Wednesday, April 07, 2004

Euripides' Trojan Women



There is a NYT review of what looks like it is a fantastic performance. In the powerfully-titled After the War, Before the Slavery, Steeping in Civilization’s Tatters, the reviewer writes,

Some plays, however grand, do feel remote, but The Trojan Women is not one of them. Euripides' women were survivors of a wrecked civilization, prisoners of war about to be carried into slavery. In the Classical Theater of Harlem's dynamic and harrowing production, the survivors are behind the barbed wire fence of a refugee camp. Some sit and stare, some pace, some moan and chatter to themselves. Their gowns, once fine, are tattered. As searchlights scan the rubble, we hear gunshots, sirens, bird cries and splashing water.

A skinny, wild-haired girl in rags clings to the fence, holding a doll. She is 10 years old. "I used to love this place / I would have liked to grow up here," she says, staring out at us bitterly.

But we are a defeated people now
And this is the first day of our slavery
So that's the life I get now.

Everyone tells the girl, Asyntanax, that the war was Helen's fault. She is too young to remember:

Actually I was just born on the day this started
Actually I got old too soon.

The review makes me want to see theatre. It takes much to make me want that.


• [Goal of the exercise] Locate the string "this" in the records below. Copy every line where it occurs.

[Records from a dataset]
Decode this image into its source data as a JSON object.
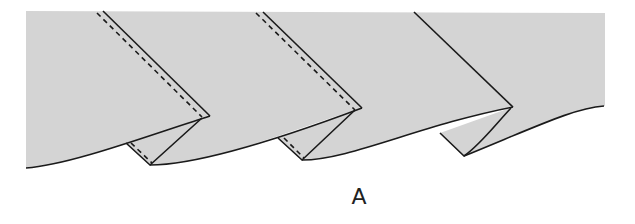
{
  "figure": {
    "label": "A",
    "colors": {
      "fabric": "#d4d4d4",
      "outline": "#1a1a1a",
      "background": "#ffffff"
    },
    "pleats": [
      {
        "id": 1,
        "has_stitching": true
      },
      {
        "id": 2,
        "has_stitching": true
      },
      {
        "id": 3,
        "has_stitching": false
      }
    ]
  }
}
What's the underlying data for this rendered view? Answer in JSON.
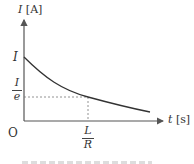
{
  "diagram": {
    "type": "exponential-decay-graph",
    "y_axis": {
      "var": "I",
      "unit": "[A]"
    },
    "x_axis": {
      "var": "t",
      "unit": "[s]"
    },
    "origin_label": "O",
    "y_ticks": {
      "initial": "I",
      "decayed_num": "I",
      "decayed_den": "e"
    },
    "x_ticks": {
      "tau_num": "L",
      "tau_den": "R"
    },
    "curve": "I(t) = I·e^(-Rt/L)",
    "colors": {
      "axis": "#555555",
      "curve": "#333333",
      "dashed": "#777777",
      "text": "#333333"
    }
  },
  "caption": ""
}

• [Response area]
Decode this image into its source data as a JSON object.
What's the underlying data for this rendered view? Answer in JSON.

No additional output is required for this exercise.